Unlike traditional streaming processors such as Flink or ksqlDB, Timeplus allows you to store data natively in the platform, enabling multiple scenarios:

  1. Ingest raw data into Timeplus for reliable processing or reprocessing.
  2. Store intermediate results generated by Materialized Views or Tasks, and perform cascading queries on these results.
  3. Store final processed results that are ready to be served directly to applications.

This means Timeplus can function as a standalone, self-contained platform to manage the entire data lifecycle — from ingest to process to serve.

Alternatively, it can integrate seamlessly with your existing infrastructure (e.g., upstream Kafka, Pulsar, PostgreSQL; downstream ClickHouse, S3, etc.).

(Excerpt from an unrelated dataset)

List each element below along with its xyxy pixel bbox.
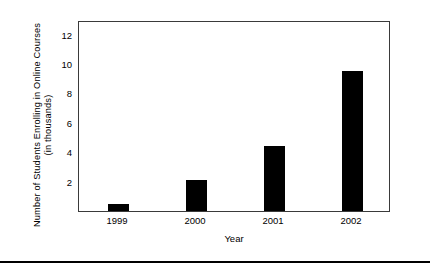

This flexibility gives you full control to optimize for performance, cost-efficiency, and latency based on your use case.

Storage Engines

There is no single storage engine that performs best across all scenarios. To address this, Timeplus provides several built-in storage engines, each optimized for different use cases. The architecture is extensible, making it possible to add new engines as needed.

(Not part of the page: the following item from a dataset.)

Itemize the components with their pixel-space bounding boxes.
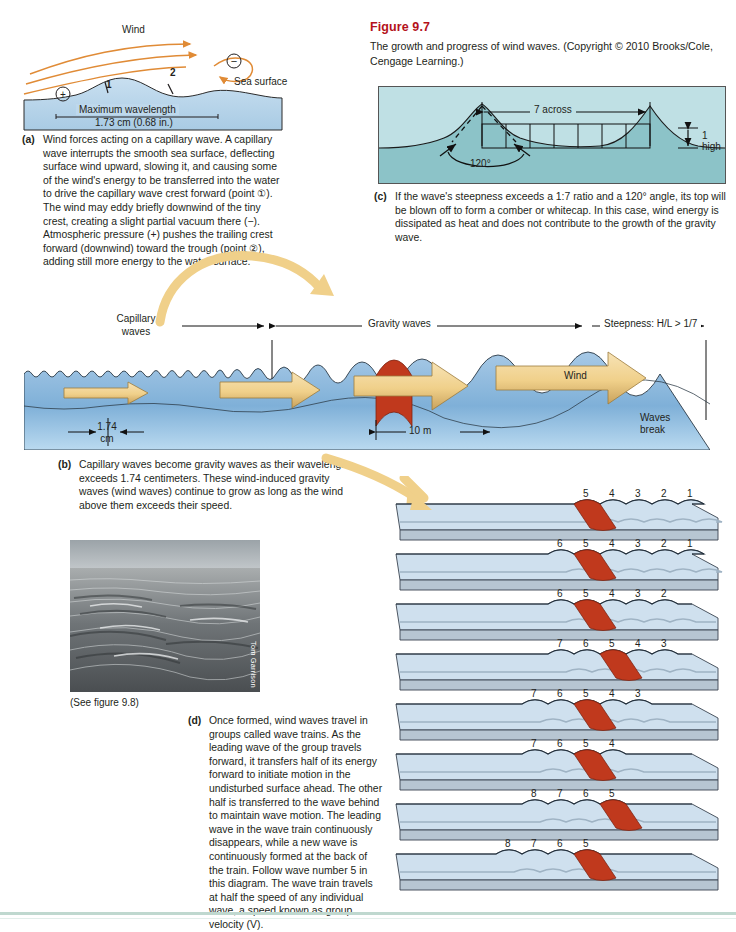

At a high level, Timeplus supports three categories of storage engines:

  1. Columnar Store

  2. Row Store

    • Implementation: Mutable Stream.
    • Optimized for high concurrent mutable, row-oriented workloads.
  3. Dictionary

    • A special key/value storage engine.
    • Acts as a cached lookup table, highly effective when combined with joins or remote lookups.

Each engine involves trade-offs in terms of latency, throughput, mutability, and query patterns. You can refer to their dedicated documentation for deeper details.

Data Serving

Once data is persisted in Timeplus, it can be served in two modes:

  • Streaming queries for real-time, continuous insights.
  • Historical queries for ad-hoc or backfill analysis.

Applications can access the data via multiple interfaces:

  • SDKs / Drivers (language-specific)
  • WebSocket API
  • Timeplus Native Client
  • Timeplus Web Console

Data delivery is flexible: it can be pushed to clients (pub/sub style) or pulled on demand by applications. The choice depends on your integration and latency requirements.